Thursday, 21 June 2012

Social marketing plans make you want to cry

I was recently given a social marketing plan for a large European Children's fashion company and asked to comment on it. To be quite frank it was depressingly bad but that's not uncommon.

Why? Because the effort is invariably put in to the wrong part of the plan - I read pages of audience analysis (because it's easy to get) of the miniscule audience which currently visits their website - this passes as customer insight; there were pages of SWOT analysis, which was of little benefit because it sat in vacuum from the rest of the document - a SWOT analysis is only of benefit if you the have a commentary on it and it's an integral part of your plan; there were pages of stats and big numbers about Facebook, YouTube, Pinterest et al, a billion this and a billion that,  which gave no real insight or understanding of the Social landscape and then finally I got down to what mattered in the document, which was covered in less than a page - to brutally paraphrase, because it was a lot more jargon ridden than this, 'they will make their website more attractive to their 10-13 year old audience, improve their SEO and go on to Facebook and make it really interesting, (although in reality you shouldn't target anyone under 13 on Facebook). 

Now you may be thinking this kind of document is rare but I would say to you that it's completely the opposite - very few brands think about the two things which I believe are essential before reaching out to their key online influencers (see my previous blog, Engage first, influence second)Those two things are: firstly work out what the Social Graph of your community is i.e. what is their online profile, where do they go online, what social tools do they use,  how do they communicate, how are they connected and what are their motivators? The second thing is to determine what I call the 'Value Exchange'. It's what you need to offer your audience to engage with them in a meaningful social dialogue - no more old fashioned messaging at them remember. Now this will vary depending on your brand and the audience but it could be one, or indeed any combination of these for example: exclusive access, entertainment, specialist knowledge, sharing content, expertise, reward (in many guises and yes, including financial), product sampling, or affording enhanced status within their community. 

How much better this document would have been if they'd asked themselves these two questions and really thought it through - it would have driven everything and forced them to come up with a true understanding of their young online audience (and their parents) and they would have needed to work out what the Value Exchange was going to be which would encourage this audience to visit their website and Facebook page.

Out of this could have come an SEO strategy, which is so often a throwaway line in a marketing plan, 'We'll improve SEO' - oh yeah , how?!  As well as this they could have included some genuine insight in to the steps Facebook are taking for example to get under 13 year olds on to their social network through linking children's accounts to their parents, or the Silly Bandz phenomenon which took place on Facebook and as everyone is aware that teens and adults aren't wearing Silly Bandz, it must have been a pretty big under 13 year old Facebook audience amongst their 1.5 million likers!  (The excellent white paper case study Facebook have produced on Silly Bandz could have also been included).

So dear reader if you're about to write a social marketing plan, you might want to ask yourselves the two key questions - what's my audience's Social Graph and what's the Value Exchange? Everything will flow from this - trust me.

And just one last thing about this document, under 'Budget' it said 'TBA'.  Just remember Social Marketing is not free and implicit in my 'Value Exchange ' theory is that you offer something of value..... and that costs.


» **What the task requires**
Your output should be the complete listing, repeated exactly.

+++ Records supplied

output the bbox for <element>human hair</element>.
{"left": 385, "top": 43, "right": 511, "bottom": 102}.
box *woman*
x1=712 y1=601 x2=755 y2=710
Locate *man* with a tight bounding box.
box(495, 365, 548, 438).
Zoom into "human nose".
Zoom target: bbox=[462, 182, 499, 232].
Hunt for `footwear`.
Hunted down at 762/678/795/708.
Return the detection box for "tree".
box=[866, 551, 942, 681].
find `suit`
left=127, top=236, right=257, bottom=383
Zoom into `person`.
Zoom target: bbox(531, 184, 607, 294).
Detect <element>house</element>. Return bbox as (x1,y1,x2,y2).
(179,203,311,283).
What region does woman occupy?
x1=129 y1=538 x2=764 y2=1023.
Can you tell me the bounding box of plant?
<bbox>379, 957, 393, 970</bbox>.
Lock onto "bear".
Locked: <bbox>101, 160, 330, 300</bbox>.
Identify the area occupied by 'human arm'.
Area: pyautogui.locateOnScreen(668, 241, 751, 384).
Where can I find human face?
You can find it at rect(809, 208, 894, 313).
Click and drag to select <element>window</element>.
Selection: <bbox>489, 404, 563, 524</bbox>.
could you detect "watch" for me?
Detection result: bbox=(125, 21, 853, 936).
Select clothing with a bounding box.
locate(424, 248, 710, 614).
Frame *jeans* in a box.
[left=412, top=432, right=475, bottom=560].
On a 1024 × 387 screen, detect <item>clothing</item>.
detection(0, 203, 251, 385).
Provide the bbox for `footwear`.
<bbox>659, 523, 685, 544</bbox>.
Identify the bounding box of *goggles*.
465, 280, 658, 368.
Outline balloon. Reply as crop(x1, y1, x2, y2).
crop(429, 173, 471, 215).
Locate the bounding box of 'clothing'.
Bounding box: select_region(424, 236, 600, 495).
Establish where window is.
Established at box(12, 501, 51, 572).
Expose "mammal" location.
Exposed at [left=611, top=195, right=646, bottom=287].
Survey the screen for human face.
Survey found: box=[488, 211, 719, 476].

++++++

» **Reply**
output the bbox for <element>human hair</element>.
{"left": 385, "top": 43, "right": 511, "bottom": 102}.
box *woman*
x1=712 y1=601 x2=755 y2=710
Locate *man* with a tight bounding box.
box(495, 365, 548, 438).
Zoom into "human nose".
Zoom target: bbox=[462, 182, 499, 232].
Hunt for `footwear`.
Hunted down at 762/678/795/708.
Return the detection box for "tree".
box=[866, 551, 942, 681].
find `suit`
left=127, top=236, right=257, bottom=383
Zoom into `person`.
Zoom target: bbox(531, 184, 607, 294).
Detect <element>house</element>. Return bbox as (x1,y1,x2,y2).
(179,203,311,283).
What region does woman occupy?
x1=129 y1=538 x2=764 y2=1023.
Can you tell me the bounding box of plant?
<bbox>379, 957, 393, 970</bbox>.
Lock onto "bear".
Locked: <bbox>101, 160, 330, 300</bbox>.
Identify the area occupied by 'human arm'.
Area: pyautogui.locateOnScreen(668, 241, 751, 384).
Where can I find human face?
You can find it at rect(809, 208, 894, 313).
Click and drag to select <element>window</element>.
Selection: <bbox>489, 404, 563, 524</bbox>.
could you detect "watch" for me?
Detection result: bbox=(125, 21, 853, 936).
Select clothing with a bounding box.
locate(424, 248, 710, 614).
Frame *jeans* in a box.
[left=412, top=432, right=475, bottom=560].
On a 1024 × 387 screen, detect <item>clothing</item>.
detection(0, 203, 251, 385).
Provide the bbox for `footwear`.
<bbox>659, 523, 685, 544</bbox>.
Identify the bounding box of *goggles*.
465, 280, 658, 368.
Outline balloon. Reply as crop(x1, y1, x2, y2).
crop(429, 173, 471, 215).
Locate the bounding box of 'clothing'.
Bounding box: select_region(424, 236, 600, 495).
Establish where window is.
Established at box(12, 501, 51, 572).
Expose "mammal" location.
Exposed at [left=611, top=195, right=646, bottom=287].
Survey the screen for human face.
Survey found: box=[488, 211, 719, 476].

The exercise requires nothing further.